While state schools are being starved of funds, Theresa May’s first domestic policy after taking over as prime minister was the creation of new grammar schools based on selection. Some £50 million is to be allocated to fund expansion. Within days of May’s speech, five councils have already drawn up plans to open new grammar schools.

A recent publication by the Institute for Fiscal Studies (IFS), “English schools will feel the pinch over the next five years”, gives a lie to the government’s claims that it is overseeing a burgeoning education budget. The IFS highlights the attacks that are still to come on education. It found “over the last parliament education capital spending fell by 34 percent in real-terms.” The picture is not going to improve for schools and students, with the report noting, “school spending per pupil,” is “likely to fall by around 8% in real terms between 2014–15 and 2019–20.” It will be the first time since the mid-1990s that school spending has fallen in real terms.

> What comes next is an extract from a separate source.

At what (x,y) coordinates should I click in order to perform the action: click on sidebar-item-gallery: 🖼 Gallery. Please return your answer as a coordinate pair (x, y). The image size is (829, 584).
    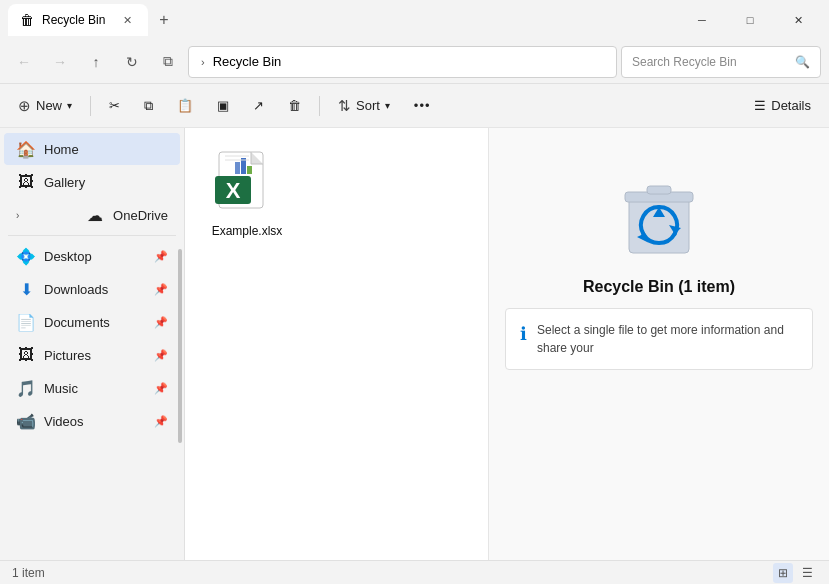
    Looking at the image, I should click on (92, 182).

The positions of the Labour Party and the Liberal Democrats are barely different. Both have formally committed to protecting the age 3–19 education budget. However, according to the Nuffield Foundation Labour’s plans will lead to a “real-terms cuts to school spending per pupil of 7 percent between 2015–16 and 2019–20.” This increases to 9 percent if increases in National Insurance and pension contributions are considered.

Across the age 3-19 system, problems caused by a depletion in funding continue unabated.

Primary school education is being systematically deprived of the required funding. Last autumn, the National Association of Head Teachers (NAHT) surveyed more than 1,000 school leaders about budgets. Eight out of 10 of those surveyed were in primaries. It found almost two thirds had balanced their budgets only by making significant cuts or using surpluses, and 7 percent had already set a deficit budget. Almost half had cut the numbers or hours of teaching assistants. A similar proportion thought their budgets would be untenable by 2017-18.

Education spending is being cut across the board. Conservative government spending on Further Education (FE) and sixth form fell by 14 percent in real terms in the past five years, with even larger cuts to come in the next parliament.

In sixth form colleges, cuts have led to colleges dropping courses and there is a push to amalgamate FE institutions and sixth form colleges. This would lead to increased class sizes and redundancies.

The National Union of Teachers (NUT) held a campaign against these changes. In March, its members in sixth form colleges held a one-day strike. The NUT reported, “The strike forced the government to think again… they have agreed to that funding for 16-19 education will be protected in cash terms for the next four years.”

The reality is that the NUT’s token action changed nothing, with the union’s own web site stating, “Taking inflation into account, however, this is still likely to mean a real terms cut of 8 percent over the next four years.”

At the Labour conference in September, new Shadow Education Secretary Angela Rayner pledged to bring back the Educational Maintenance Allowance for students in further education. This was removed by the Tories in 2011.

Rayner said, “We are the party of comprehensives [state schools], of the Open University”, but neglected to mention Labour’s central role in the privatisation of education through the academy system that has exacerbated the current funding crisis.